When new travel rules go into effect Monday allowing Cubans to leave the island without an “exit permit," many here will be watching airline offices and foreign embassies for signs of a surge in emigration.
The Castro government has controlled the comings and goings of its citizenry for the past half-century with a maddening array of costly permits, fees and other bureaucratic obstacles. Most Cubans wanting to travel or emigrate had to spend hundreds of dollars and hours in lines to petition (and pay) their own government for the chance to get on a plane.
Not anymore. In October, Raul Castro’s government announced that travelers will need only a valid passport to depart. It has slashed fees and decreed additional measures to make it easier for Cubans who live or work abroad to maintain their residency status on the island.
Castro’s move has been widely praised on the streets, even though in practice the exit permit was rarely denied under the old system. Immigration authorities say more than 99 percent of Cubans who completed the onerous process of applying for travel authorization received it.
But even if the country wasn’t quite the “tropical prison” its detractors alleged, Cubans have chafed at the symbolic humiliation of having to get permission from their own government to leave.
“It marks a very significant conceptual change,” said Aurelio Alonso, deputy editor of the state-owned Casa de las Americas journal in Havana. “It was a policy that created a lot of tension.”
Alonso predicted the measures would have far-reaching implications, especially for Cuba’s growing private sector.
“There will be a lot more Cubans traveling, not just for tourism, but also for business,” he said, predicting a new class of travelers would travel to and from the island to supply their small businesses.
Immigration authorities will open 195 processing centers across the island next week in preparation for a surge in the number of residents applying for new passports.
The policy change is also expected to increase the number of people who go abroad for work but maintain homes on the island to take advantage of Cuba’s relatively low cost of living. That may enable many more Cubans to live like other Latin American migrants, and some may even work part of the year in the United States.
Since the Obama administration lifted its own travel restrictions on anyone with family on the island two years ago, floods of Cuban-Americans have returned to visit.
The US law essentially treats all Cubans who arrive on US soil as political refugees, allowing them to stay and receive benefits.

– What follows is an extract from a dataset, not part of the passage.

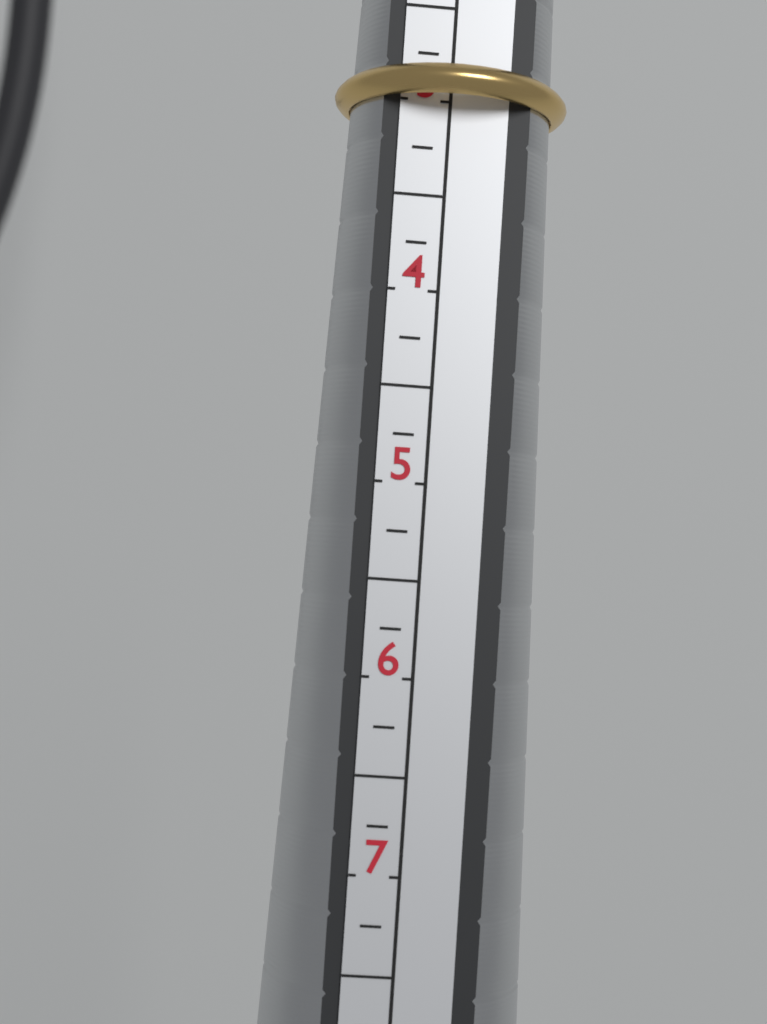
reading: 3.00 (no unit)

Not all are making emotional trips back to see long-lost relatives or a childhood home. Some come for religious ceremonies, cheaper dental work, and even plastic surgery.
A top Cuban immigration official said on a state TV broadcast this week that even Cubans who obtain US residency through the 1966 Cuban Adjustment Act can retain their residency status on the island.
The act essentially treats all Cubans who arrive on US soil as political refugees, allowing them to stay and receive benefits.
State Department officials released a statement Friday saying the United States would be ready for a jump in visa applications, but that visa regulations for Cubans remain unchanged. "The United States welcomes any reforms that allow Cubans to depart from and return to their country freely," the statement said.
The new Cuban policy will stop short of recognizing travel as a right for all Cubans, however. Military officers and others working in sensitive occupations will need special authorization, as will star athletes such as boxers and baseball players who could earn huge salaries in the American big leagues.
The rules also contain provisions to preserve the government’s ability to deny passports to anyone deemed a threat to national security or for other “public interest reasons,” a category so broad it could be applied to almost any traveler, particularly those whose anti-Castro activism has displeased the state.
Government opponents such as blogger Yoani Sanchez and members of the Ladies in White dissident group could be denied passports simply if Cuban authorities don’t want them traveling abroad and spreading criticism of the island’s one-party, military-led government.
Novelist and dissident activist Orlando Luis Pardo Lazo has declared himself on a “travel strike” until full travel rights are extended to every citizen. “The immigration politics of the Cuban government haven’t changed a bit,” he said.
“Maybe what they’re trying to create is a low-profile way of releasing pressure,” he added. “It’s always been said that the migration question is a secret plebiscite taking place in Cuba. People go out. They vote by leaving.”
By opening up travel to the vast majority of Cubans — even doctors — Raul Castro seems to be making a risky wager that even if more people do go abroad, most will want to return.
Cuba analyst Phil Peters says the authorities hope Cubans allowed to leave “will indeed return in large numbers and bring important benefits to Cuba’s economy, not to mention to citizens who have long chafed at restrictions on the basic right of movement.”
Travel agents at airline offices in Havana say they haven’t seen a significant increase in the number of Cubans trying to make reservations after Jan. 14.
But the lines outside the US Consulate in Havana have been longer than usual in recent weeks, according to the Cubans who run businesses helping visa applicants fill out their paperwork.
“Things are getting more flexible on this side,” said one man waiting in line who asked not be named, gesturing toward the fortress-like American compound along Havana’s Malecon seafront boulevard. “But they still have to give you the visa.”